Vanish may refer to:
Vanish is a brand of toilet bowl cleaner produced by S. C. Johnson in North America. They obtained the brand through the purchase of The Drackett Company in 1992.
The Vanish name has since accompanied S. C. Johnson's Scrubbing Bubbles brand as a sub-brand.
Drackett purchased the product from inventor Judson Dunaway of Dover, New Hampshire, who introduced Vanish in 1937 as a competitor to Sani-Flush, a toilet bowl cleaner made since 1911. The products were substantially the same. The active ingredient in crystal bowl cleaners is sodium bisulfate (also known as sodium hydrogen sulfate). Surfactants are added. This forms sulphuric acid when mixed with water. The last Sani-Flush patent had expired in 1932.
Most other household cleaners are basic (alkaline) in nature.
In 1947, Hygienic Products sued Judson Dunaway on grounds of trademark infringement and unfair competition. Sani-Flush used a yellow 22-ounce can showing a woman pouring bowl cleaner into a toilet. Initially, Vanish sold their product in a white 22-ounce showing the bowl cleaner coming from the bottom of the "I". After WWII, Vanish advertising started to show a woman pouring the product into a toilet bowl, and then a hand, obviously female, pouring powder into a toilet bowl. Dunaway won on appeal.
A graph of the function cos(x) on the domain , with x-intercepts indicated in red. The function has zeroes where x is
,
,
and
.
In mathematics, a zero, also sometimes called a root, of a real-, complex- or generally vector-valued function f is a member x of the domain of f such that f(x) vanishes at x; that is, x is a solution of the equation
In other words, a "zero" of a function is an input value that produces an output of zero (0).
A root of a polynomial is a zero of the associated polynomial function. The fundamental theorem of algebra shows that any non-zero polynomial has a number of roots at most equal to its degree and that the number of roots and the degree are equal when one considers the complex roots (or more generally the roots in an algebraically closed extension) counted with their multiplicities. For example, the polynomial f of degree two, defined by
has the two roots 2 and 3, since
If the function maps real numbers to real numbers, its zeroes are the x-coordinates of the points where its graph meets the x-axis. An alternative name for such a point (x,0) in this context is an x-intercept.
Forsaken or The Forsaken may refer to:
In gaming:
In fiction:
In TV and film:
Forsaken is the debut album from the Irish three piece alternative rock band, Hail The Ghost, which was released independently on March 6th 2015 on CD and Digital formats. The music on the album was described as "ambient, cinematic alternative rock" by lead singer and songwriter, Kieran O'Reilly.
The album was recorded, mixed and mastered in JAM Studios, Kells, Co. Meath in Ireland between January 2014 and January 2015. The album was Produced by Kieran O'Reilly and Martin Quinn.
The artwork for the album was a photograph taken by O'Reilly's on-screen Love/Hate co-star, Brían F. O'Byrne, who took the photograph of his youngest daughter, Oona, while at home in Cavan. The image is entitled "Oona hears a noise".
The album received favourable reviews; Tony Clayton-Lea (The Irish Times) wrote a review on the album for HMV stating, "Hail The Ghost comes across not so much a side or vanity project as a bona fide artistic statement." The album was acknowledged well critically with Hotpress Magazine stating, "The playing throughout is impeccable, and the production pristine, with every instrument allowed to breathe naturally. The overall effect is one of gorgeous contemplative calm. Excellent." The Irish Independent's review of the album included, "Forsaken is unambiguously from the heart" and the "unremitting bleakness is curiously endearing." Dublin Concerts described the album as an "Impossibly beautiful album". The Sunday Times referred to Hail The Ghost as "A winningly downbeat ensemble." Hail The Ghost also performed at Ireland's Electric Picnic Festival 2015
This article serves as an index of characters in the fictional setting of Robert Jordan's The Wheel of Time series.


▶ Exercise brief
Give back the whole listing exactly as written, pictures excluded.

▶ Data records
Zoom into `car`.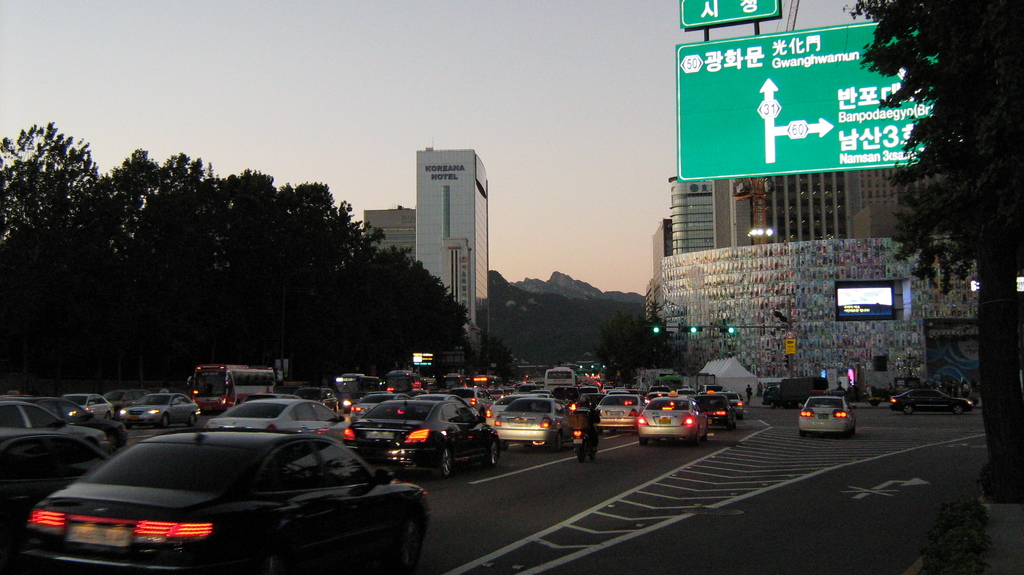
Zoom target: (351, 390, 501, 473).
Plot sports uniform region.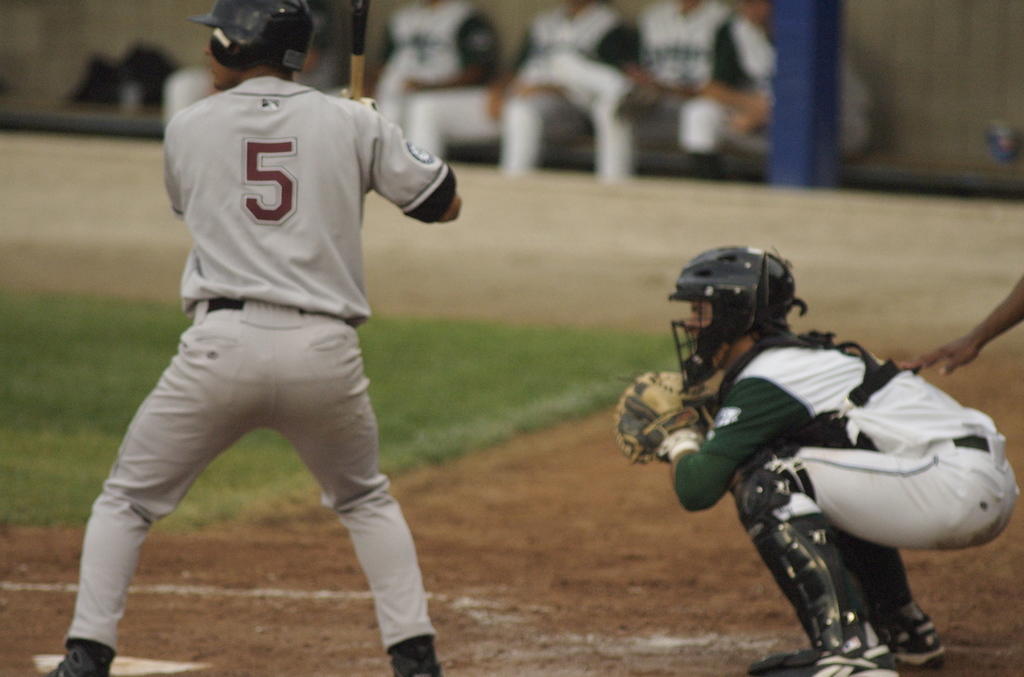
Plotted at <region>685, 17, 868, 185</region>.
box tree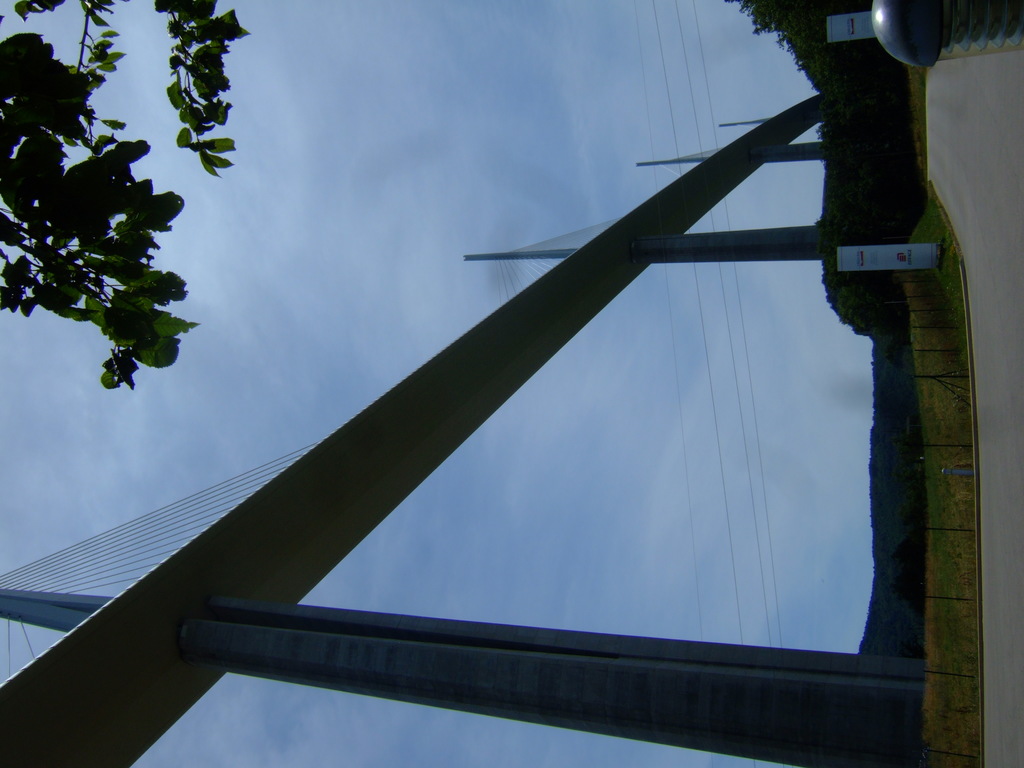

▶ Response to the exercise
Zoom into `car`.
Zoom target: (351, 390, 501, 473).
Plot sports uniform region.
Plotted at <region>685, 17, 868, 185</region>.
box tree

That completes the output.